Which statement reflects a limitation of MRI/fMRI regarding causality?

Delve into the IB Psychology Biological Approach. Practice with multiple choice questions, each offering detailed explanations. Enhance your knowledge and boost your readiness for the exam!

Multiple Choice

Which statement reflects a limitation of MRI/fMRI regarding causality?

Explanation:
The main idea is that MRI and fMRI are correlational tools. They measure brain activity indirectly by tracking blood flow, producing a BOLD signal that shows which areas are active during a task. Because this activity is an association rather than a manipulation, you can see that a region is involved in a task but you cannot prove that activating that region causes the behavior. There could be other parts of the brain driving both the observed activity and the outcome, or the relationship could reflect the result of the behavior rather than its cause. The temporal resolution is relatively slow, and there’s a risk of reverse inference—inferring a mental process from a brain activation pattern—which further limits claims about causality. To establish causality, researchers would need direct manipulation or intervention (like brain stimulation or studying individuals with targeted brain lesions) to show that changing activity in a region changes the behavior. So the statement that captures this limitation is that MRI/fMRI cannot speak to cause-effect relationships. The other options overstate what these methods can do, since they do not measure neurotransmitter levels directly and do not reveal mental states in themselves.

The main idea is that MRI and fMRI are correlational tools. They measure brain activity indirectly by tracking blood flow, producing a BOLD signal that shows which areas are active during a task. Because this activity is an association rather than a manipulation, you can see that a region is involved in a task but you cannot prove that activating that region causes the behavior. There could be other parts of the brain driving both the observed activity and the outcome, or the relationship could reflect the result of the behavior rather than its cause. The temporal resolution is relatively slow, and there’s a risk of reverse inference—inferring a mental process from a brain activation pattern—which further limits claims about causality. To establish causality, researchers would need direct manipulation or intervention (like brain stimulation or studying individuals with targeted brain lesions) to show that changing activity in a region changes the behavior. So the statement that captures this limitation is that MRI/fMRI cannot speak to cause-effect relationships. The other options overstate what these methods can do, since they do not measure neurotransmitter levels directly and do not reveal mental states in themselves.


Your instructions: From the data below, restate every line word for word.

_____

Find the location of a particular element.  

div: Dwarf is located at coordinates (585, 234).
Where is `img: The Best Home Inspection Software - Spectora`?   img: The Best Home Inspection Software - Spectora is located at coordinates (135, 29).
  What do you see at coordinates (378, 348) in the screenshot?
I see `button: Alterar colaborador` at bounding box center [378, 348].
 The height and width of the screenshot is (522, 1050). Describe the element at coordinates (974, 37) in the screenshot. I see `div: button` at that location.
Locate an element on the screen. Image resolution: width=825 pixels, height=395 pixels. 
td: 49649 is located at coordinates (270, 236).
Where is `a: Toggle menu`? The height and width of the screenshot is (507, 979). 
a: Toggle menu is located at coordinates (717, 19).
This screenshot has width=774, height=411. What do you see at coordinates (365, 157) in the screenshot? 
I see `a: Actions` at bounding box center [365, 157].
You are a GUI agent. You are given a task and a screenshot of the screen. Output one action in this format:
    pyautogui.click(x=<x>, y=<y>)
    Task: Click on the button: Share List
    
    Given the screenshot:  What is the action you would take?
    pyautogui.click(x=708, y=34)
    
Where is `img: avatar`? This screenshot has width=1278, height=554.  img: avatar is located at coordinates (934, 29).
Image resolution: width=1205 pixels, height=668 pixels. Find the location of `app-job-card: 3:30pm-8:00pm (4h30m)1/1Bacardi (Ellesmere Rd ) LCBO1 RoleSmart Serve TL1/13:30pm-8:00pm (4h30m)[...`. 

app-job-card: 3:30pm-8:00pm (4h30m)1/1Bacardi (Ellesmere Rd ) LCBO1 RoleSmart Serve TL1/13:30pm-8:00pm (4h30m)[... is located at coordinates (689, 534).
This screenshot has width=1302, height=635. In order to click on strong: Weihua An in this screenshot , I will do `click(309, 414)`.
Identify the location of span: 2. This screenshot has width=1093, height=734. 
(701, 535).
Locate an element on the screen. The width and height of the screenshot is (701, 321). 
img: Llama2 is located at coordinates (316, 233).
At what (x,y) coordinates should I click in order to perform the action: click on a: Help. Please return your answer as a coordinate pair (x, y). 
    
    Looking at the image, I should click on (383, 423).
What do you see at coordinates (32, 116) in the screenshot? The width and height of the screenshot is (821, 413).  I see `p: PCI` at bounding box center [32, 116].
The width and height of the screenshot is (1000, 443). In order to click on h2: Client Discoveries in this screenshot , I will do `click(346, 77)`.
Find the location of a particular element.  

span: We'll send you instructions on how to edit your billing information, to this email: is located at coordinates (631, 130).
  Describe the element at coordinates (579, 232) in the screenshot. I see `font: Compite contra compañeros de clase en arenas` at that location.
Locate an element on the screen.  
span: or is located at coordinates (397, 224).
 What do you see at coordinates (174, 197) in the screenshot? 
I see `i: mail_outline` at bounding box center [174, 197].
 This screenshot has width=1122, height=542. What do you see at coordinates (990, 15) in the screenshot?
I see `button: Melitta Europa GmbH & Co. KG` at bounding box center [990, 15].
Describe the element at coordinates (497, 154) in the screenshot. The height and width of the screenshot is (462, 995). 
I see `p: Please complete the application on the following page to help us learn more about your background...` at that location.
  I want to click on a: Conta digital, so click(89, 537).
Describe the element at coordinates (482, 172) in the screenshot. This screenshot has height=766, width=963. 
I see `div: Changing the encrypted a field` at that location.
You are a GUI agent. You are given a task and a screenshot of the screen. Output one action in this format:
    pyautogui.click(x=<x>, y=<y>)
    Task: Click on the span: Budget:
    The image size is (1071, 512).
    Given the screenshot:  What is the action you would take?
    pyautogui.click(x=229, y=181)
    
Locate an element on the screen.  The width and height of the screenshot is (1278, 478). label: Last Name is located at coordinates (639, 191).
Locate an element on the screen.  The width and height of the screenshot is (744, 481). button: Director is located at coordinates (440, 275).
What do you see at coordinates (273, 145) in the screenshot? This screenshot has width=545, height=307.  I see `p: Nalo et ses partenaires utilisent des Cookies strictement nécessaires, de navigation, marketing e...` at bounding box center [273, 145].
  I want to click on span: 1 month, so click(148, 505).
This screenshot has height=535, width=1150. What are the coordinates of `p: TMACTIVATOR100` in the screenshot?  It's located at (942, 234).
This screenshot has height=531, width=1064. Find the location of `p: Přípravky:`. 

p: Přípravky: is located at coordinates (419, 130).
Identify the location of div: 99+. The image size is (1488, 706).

_____

Response area:
Find the location of a particular element.  

div: Dwarf is located at coordinates (585, 234).
Where is `img: The Best Home Inspection Software - Spectora`?   img: The Best Home Inspection Software - Spectora is located at coordinates (135, 29).
  What do you see at coordinates (378, 348) in the screenshot?
I see `button: Alterar colaborador` at bounding box center [378, 348].
 The height and width of the screenshot is (522, 1050). Describe the element at coordinates (974, 37) in the screenshot. I see `div: button` at that location.
Locate an element on the screen. Image resolution: width=825 pixels, height=395 pixels. 
td: 49649 is located at coordinates (270, 236).
Where is `a: Toggle menu`? The height and width of the screenshot is (507, 979). 
a: Toggle menu is located at coordinates (717, 19).
This screenshot has width=774, height=411. What do you see at coordinates (365, 157) in the screenshot? 
I see `a: Actions` at bounding box center [365, 157].
You are a GUI agent. You are given a task and a screenshot of the screen. Output one action in this format:
    pyautogui.click(x=<x>, y=<y>)
    Task: Click on the button: Share List
    
    Given the screenshot:  What is the action you would take?
    pyautogui.click(x=708, y=34)
    
Where is `img: avatar`? This screenshot has width=1278, height=554.  img: avatar is located at coordinates (934, 29).
Image resolution: width=1205 pixels, height=668 pixels. Find the location of `app-job-card: 3:30pm-8:00pm (4h30m)1/1Bacardi (Ellesmere Rd ) LCBO1 RoleSmart Serve TL1/13:30pm-8:00pm (4h30m)[...`. 

app-job-card: 3:30pm-8:00pm (4h30m)1/1Bacardi (Ellesmere Rd ) LCBO1 RoleSmart Serve TL1/13:30pm-8:00pm (4h30m)[... is located at coordinates (689, 534).
This screenshot has width=1302, height=635. In order to click on strong: Weihua An in this screenshot , I will do `click(309, 414)`.
Identify the location of span: 2. This screenshot has width=1093, height=734. 
(701, 535).
Locate an element on the screen. The width and height of the screenshot is (701, 321). 
img: Llama2 is located at coordinates (316, 233).
At what (x,y) coordinates should I click in order to perform the action: click on a: Help. Please return your answer as a coordinate pair (x, y). 
    
    Looking at the image, I should click on (383, 423).
What do you see at coordinates (32, 116) in the screenshot? The width and height of the screenshot is (821, 413).  I see `p: PCI` at bounding box center [32, 116].
The width and height of the screenshot is (1000, 443). In order to click on h2: Client Discoveries in this screenshot , I will do `click(346, 77)`.
Find the location of a particular element.  

span: We'll send you instructions on how to edit your billing information, to this email: is located at coordinates (631, 130).
  Describe the element at coordinates (579, 232) in the screenshot. I see `font: Compite contra compañeros de clase en arenas` at that location.
Locate an element on the screen.  
span: or is located at coordinates (397, 224).
 What do you see at coordinates (174, 197) in the screenshot? 
I see `i: mail_outline` at bounding box center [174, 197].
 This screenshot has width=1122, height=542. What do you see at coordinates (990, 15) in the screenshot?
I see `button: Melitta Europa GmbH & Co. KG` at bounding box center [990, 15].
Describe the element at coordinates (497, 154) in the screenshot. The height and width of the screenshot is (462, 995). 
I see `p: Please complete the application on the following page to help us learn more about your background...` at that location.
  I want to click on a: Conta digital, so click(89, 537).
Describe the element at coordinates (482, 172) in the screenshot. This screenshot has height=766, width=963. 
I see `div: Changing the encrypted a field` at that location.
You are a GUI agent. You are given a task and a screenshot of the screen. Output one action in this format:
    pyautogui.click(x=<x>, y=<y>)
    Task: Click on the span: Budget:
    The image size is (1071, 512).
    Given the screenshot:  What is the action you would take?
    pyautogui.click(x=229, y=181)
    
Locate an element on the screen.  The width and height of the screenshot is (1278, 478). label: Last Name is located at coordinates (639, 191).
Locate an element on the screen.  The width and height of the screenshot is (744, 481). button: Director is located at coordinates (440, 275).
What do you see at coordinates (273, 145) in the screenshot? This screenshot has width=545, height=307.  I see `p: Nalo et ses partenaires utilisent des Cookies strictement nécessaires, de navigation, marketing e...` at bounding box center [273, 145].
  I want to click on span: 1 month, so click(148, 505).
This screenshot has height=535, width=1150. What are the coordinates of `p: TMACTIVATOR100` in the screenshot?  It's located at (942, 234).
This screenshot has height=531, width=1064. Find the location of `p: Přípravky:`. 

p: Přípravky: is located at coordinates (419, 130).
Identify the location of div: 99+. The image size is (1488, 706).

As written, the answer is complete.